In the private sector, networks are filling the gap between the traditional organizing paradigms - hierarchy and markets. Collaboration through networks is relatively new in the private sector, but is seen as a key strategy for successful high-performing businesses. For example, traditionally highly competitive U.S. auto makers have collaborated to create a joint electronic network of parts suppliers, COVISINT.
In contrast, cooperation and coordination in the public sector is not new. Federal, state, and local agencies have long cooperated and coordinated in a number of way, for example via regional councils for transportation, economic development and workforce planning. But networks go beyond cooperation and coordination, as Dr. Mandell notes, and involve a different set of dynamics.
What Are Some Examples of Public Sector Networks?
Network concepts in the public sector are still evolving and there is no overarching description of the different approaches. However, this has not stopped practitioners from using various forms of networks. I have seen three different types in practice - those with clear ownership by one entity, those based on a performance partnership (as a substitute for regulation) approach, and those where all members are co-owners.

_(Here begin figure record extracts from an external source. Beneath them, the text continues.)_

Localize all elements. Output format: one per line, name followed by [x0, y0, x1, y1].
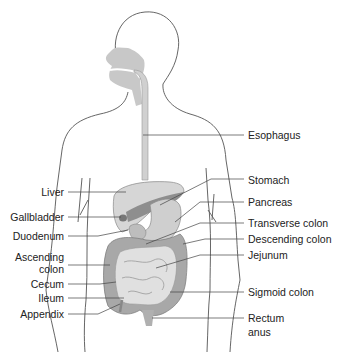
- label-appendix: Appendix: [0, 308, 64, 320]
- label-transverse-colon: Transverse colon: [248, 217, 328, 229]
- label-stomach: Stomach: [248, 174, 289, 186]
- label-ascending-colon: Ascending: [0, 251, 64, 263]
- label-descending-colon: Descending colon: [248, 233, 331, 245]
- label-jejunum: Jejunum: [248, 249, 288, 261]
- label-gallbladder: Gallbladder: [0, 211, 64, 223]
- label-duodenum: Duodenum: [0, 230, 64, 242]
- label-rectum: Rectum: [248, 312, 284, 324]
- label-anus: anus: [248, 326, 271, 338]
- label-ileum: Ileum: [0, 292, 64, 304]
- gallbladder-shape: [119, 215, 127, 222]
- head-cavity: [106, 48, 145, 107]
- label-sigmoid-colon: Sigmoid colon: [248, 286, 314, 298]
- label-esophagus: Esophagus: [248, 129, 301, 141]
- label-liver: Liver: [0, 186, 64, 198]
- label-cecum: Cecum: [0, 278, 64, 290]
- label-ascending-colon-2: colon: [0, 263, 64, 275]
- label-pancreas: Pancreas: [248, 196, 292, 208]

Several examples of networks with clear ownership by a single entity include:
Performance partnerships evolve in cases where there is a central authority, but the members collaborate out of a common desire to avoid being regulated by that central authority. This serves as an alternative to the more traditional use of regulatory enforcement. The OSHA example mentioned earlier is such an example. Others include:
A third form of networks was piloted in 1998 under the sponsorship of the National Partnership for Reinventing Government. These networks focused on achieving specific outcomes related to increasing child health insurance coverage and reducing gun violence. These networks were designed to provide a more co-equal status among their members, with the "center" serving more as a facilitator than a leader. These federal-state-local-nonprofit networks focused on common outcomes but each participating local community set its own goals and reported its own results publicly. These networks focused on three sets of activities- learning (by sharing best practices); working together on common initiatives (such as after school programs and preventing youth violence); and measuring results (such as gun tracing and crime mapping).
What Are Some of the Lessons Learned in Building Successful Networks?
Private sector network experts Jessica Lipnack and Jeffrey Stamp, who have authored a half dozen books on the topic, describe five characteristics of successful networks -- shared vision and trust, independent members, voluntary links, multiple leaders, and clearly defined roles. How do you know when you're there? When members don't act without considering the bigger picture. These seem to be reflected in successful public sector networks as well.
What do governments need to do differently to operate successfully in a network environment than they do now? They will need to have:
The use of networks in the public sector will grow, in part, because of the increasing complexity of the challenges government is addressing; in part, because technology now makes it possible; and in part, because the public increasingly demands their government center around results, not hierarchy.